Simon Phillips
Deryk McAlpin
Q&A

Simon Phillips on directing Macbeth

Simon Phillips tells us why his love for Shakespeare is never ending.

Ahead of the Macbeth season, Simon Phillips tells us why his love for Shakespeare is never ending.

Can you tell us a bit about the role Shakespeare has played in your life?

I became acquainted with Shakespeare really early on. We had the complete works at home and I started reading it when I was quite young. I always felt like I had an inroad to it. Like it connected to me on a blood level. When I was at Auckland University and still doing a bit of acting, we used to do an outdoor Shakespeare every year. It’s just always been part of my life. There’s something about the language of Shakespeare that makes it my first theatre love.

A lot of cast members have spoken about thresholds being a central theme in Macbeth, how are thresholds being explored in the rehearsal room?

It’s just a good point about the play – that people are on the cusp of making vital decisions in so many scenes. And of course Macbeth never stops being on that threshold. He’s aware of that, he says: ‘If the assassination could trammel up the consequence.’ One thing leads to another. As soon as the door closes on Duncan, one opens on Banquo, and when we close the door on Banquo, we open the door on Macduff. So Macbeth is at a state of thresholds throughout the entire play.

How would you describe the world of this play?

One of the hardest things about embracing every element of Macbeth is that it’s more disparate than a lot of other Shakespeare plays. There is the quite complex psychology of what goes on between Macbeth and Lady Macbeth and there are some deeply human elements in many of their scenes together. Then there is this abiding sense of danger and chaos that the witches engender. There’s also the sense of warfare which bookends the play. And so, you’re always trying to create a world that allows the domestic to breathe and live in a real way, but also that responds to the supernatural and all the images of darkness and nature being sent awry that inhabit this play.

I wanted to create a contemporary world, set right now. But you don’t really know where it’s set. It’s extremely dark. It’s unrealistically dark. I wanted furniture that could be from any old house to live inside a world that was black, so you could feel that the supernatural was at work, but within that you could still see people eating their dinner.

How did you arrive at the decision to use a revolve?

I really wanted to be able to move fluidly from one setting to another. I seem rather obsessed by the idea that you can go to a world that creates tone and atmosphere beyond the text. Shakespeare’s texts always create atmosphere, but I think it gets more exciting if you’re in an environment that backs that up. We’re using a fourteen metre revolve in a massive room so that creates the ‘epic’, whilst also creating a sense of intimacy. In fifty percent of the play we’re using no more than the front quarter of the revolve. But the audience will know that there’s this big space behind them, which feeds into their psyche.

What do you love about Shakespeare?

I have an absolute blood connection to the language. It makes me feel so good to listen to that language. It’s so densely, perfectly, poetically rich, while also creating the quintessence of a psychological state at the same time. You’re kind of in a constant state of awe with it.

How would you describe your process as a director?

When you have a play of this size, you have to work in essential terms – how you’re going to make it work, because it needs to be built and designed. I like to have the bigger vision in my head when we start, but once we’re in the rehearsal room, I want as much room for it to breathe as possible. However well you think you know something, you can’t anticipate the nice textures that other people are going to pick up. Macbeth begins with a blood-soaked man screaming. In this play, the sense of violence is far more constantly present than it is in other Shakespeare plays. I was also determined there would be flame, to increase the atmosphere of danger, which is constant.

Macbeth plays at Southbank Theatre from 5 June. Book now.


Your instructions: Look for the line containing "Identify the location of td: Human" in the entries below, then print that line and all that follow it exactly.

Dataset entries:
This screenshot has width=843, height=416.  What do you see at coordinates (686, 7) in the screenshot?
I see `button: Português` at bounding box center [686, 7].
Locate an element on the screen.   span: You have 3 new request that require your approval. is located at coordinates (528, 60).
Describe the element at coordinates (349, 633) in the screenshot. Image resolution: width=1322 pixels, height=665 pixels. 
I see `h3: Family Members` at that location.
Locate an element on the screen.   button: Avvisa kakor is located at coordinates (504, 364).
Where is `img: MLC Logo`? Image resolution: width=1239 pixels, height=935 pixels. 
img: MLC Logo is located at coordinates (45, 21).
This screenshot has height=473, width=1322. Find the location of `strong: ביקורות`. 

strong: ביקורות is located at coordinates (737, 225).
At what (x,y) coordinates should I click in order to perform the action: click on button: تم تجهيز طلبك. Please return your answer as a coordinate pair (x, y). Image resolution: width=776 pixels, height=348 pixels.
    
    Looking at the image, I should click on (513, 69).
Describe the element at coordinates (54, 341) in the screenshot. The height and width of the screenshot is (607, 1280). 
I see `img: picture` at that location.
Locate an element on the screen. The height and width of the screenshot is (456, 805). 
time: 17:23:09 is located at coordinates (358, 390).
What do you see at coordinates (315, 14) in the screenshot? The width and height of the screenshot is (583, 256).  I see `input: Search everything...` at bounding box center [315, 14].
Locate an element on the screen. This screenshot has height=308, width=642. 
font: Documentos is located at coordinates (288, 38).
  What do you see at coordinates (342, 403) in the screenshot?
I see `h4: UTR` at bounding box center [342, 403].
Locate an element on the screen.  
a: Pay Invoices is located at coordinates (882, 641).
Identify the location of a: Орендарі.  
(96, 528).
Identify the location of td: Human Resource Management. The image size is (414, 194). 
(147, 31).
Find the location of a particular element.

Solved exercise:
Identify the location of td: Human Resource Management. The image size is (414, 194). 
(147, 31).
Find the location of a particular element.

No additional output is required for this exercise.